I notice that some commenters think there is something slightly old-fashioned about my emphasis on the lowly currency stock.  On the contrary, it is bank reserves that were a big part of grandpa’s monetary regime.

During the first 35 years of the Fed’s existence, bank reserves mostly fluctuated between 40% and 60% of the monetary base.  That’s a pretty important share. It’s no surprise that the early post-WWII monetarists focused on the banking system.

Today (in 2008) bank reserves are only about 5% of the monetary base.  The rest is currency held by the public.  And most of the “reserves” are also currency, aka “vault cash.”  So the monetary base is actually about 99% currency and 1% bank deposits at the Fed.  Monetary policy is (implicitly) conducted by adjusting the total stock of currency.

The other mistake is to make too much of the supposed “endogeneity” of currency.  Nick Rowe has done some excellent posts on this, but I’ll try to briefly summarize:

Let’s suppose that back in 1964 Milton Friedman’s evil twin Myron Friedman tried to convince the Fed to inflate, as a way of lowering unemployment–so that LBJ could get re-elected in 1968.  He told the Fed to print money like crazy.  But Fed officials scratched their heads:

How do we do that?  The base is mostly endogenous. If we try to conduct monetary policy via control of the base then rates will go haywire.

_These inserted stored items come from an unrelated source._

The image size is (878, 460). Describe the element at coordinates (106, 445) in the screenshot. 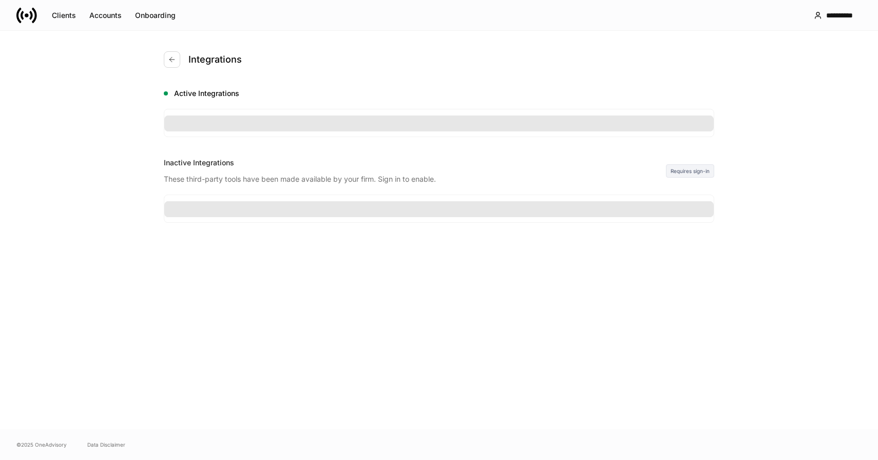

I see `a: Data Disclaimer` at that location.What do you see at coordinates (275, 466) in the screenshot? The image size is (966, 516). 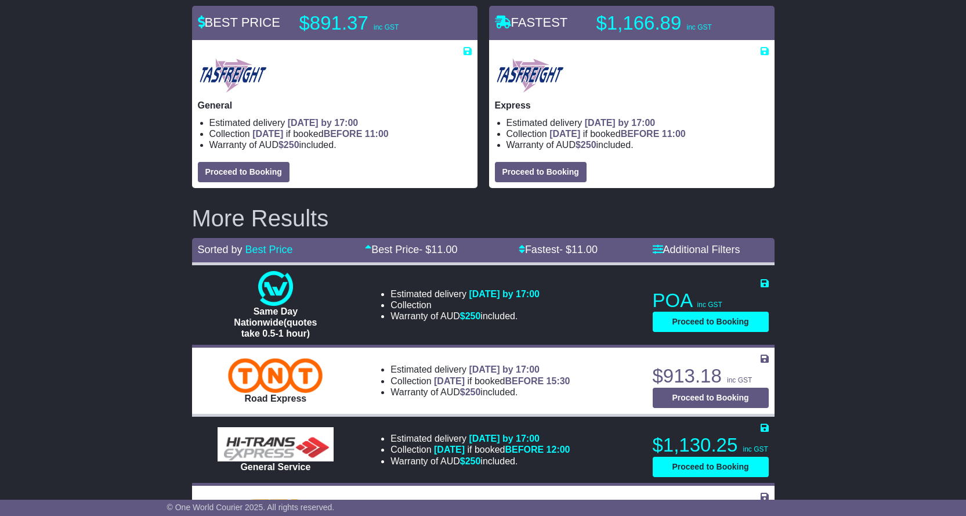 I see `span: General Service` at bounding box center [275, 466].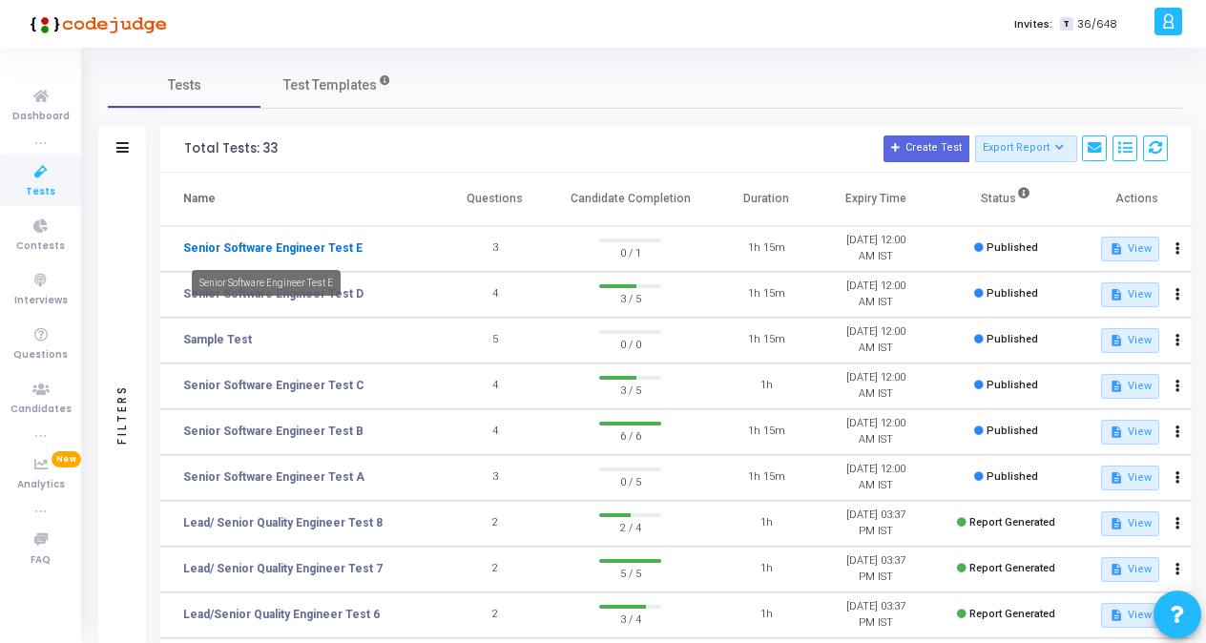  Describe the element at coordinates (218, 340) in the screenshot. I see `a: Sample Test` at that location.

Myron Friedman responded as follows:

Under interest rate targeting the base is endogenous in the ultra-short run, but exogenous in the medium and long run—which matters for inflation.  Thus you need to adjust interest rates to a level where holding them at that level will require the Fed to increase the base at a faster and faster rate.  For the moment, that might involve a slight rate cut.  But over time the Wicksellian equilibrium rate will rise and you’ll actually be able to raise rates HIGHER than they would be under a tight money policy.  The key is to keep watching that monetary base.  Make sure your fed funds target is always set at a level where the Fed is forced to inject more and more base money into the economy.  That level of base money will equilibrate the feds fund market in the very short run, but will disequilibrate the broader macroeconomy.  It will be more currency than the public wants to hold at the current price level, and thus prices will have to rise.

And here’s the beauty of my plan.  NO ONE WILL BLAME YOU! Remember, it’s December 1964, and “we’re all Keynesians now” (except Milton and I).  So after a tiny drop in interest rates, my plan will call for steadily higher interest rates over the next 17 years.  It will look like tight money. Those stupid Keynesians will never figure out what hit them. They’ll raise incomes taxes in the vain hope that this will stop inflation. But it won’t. Then they’ll try price controls—and just create shortages. Eventually they’ll get around to much higher nominal interest rates, but even that won’t be enough, as they’ll have forgotten about the Fisher effect.

I suppose it won’t work forever, eventually Milton will convince the profession, and a monetarist will be put in charge of the Fed and start reducing the money supply growth rate.  But by then it will be too late.  LBJ will have been re-elected in 1968.

Of course LBJ lost, but not because of the economy (which was in pretty good shape in 1968), but rather because of Vietnam and crime and race riots.

Unfortunately it is no longer July 2008.  We have gone back to the Stone Age. We are back to the Fed policy of the late 1930s, where most of the base is reserves, and nominal rates are near zero because monetary policy has been way too tight since July 2008.  I wish the Fed would go back to a “modern” monetary regime, one where the base was 99% currency.

PS.  I stole the evil twin idea from Steve Waldman.

PPS.  I never called the Keynesians “stupid.”  Myron did.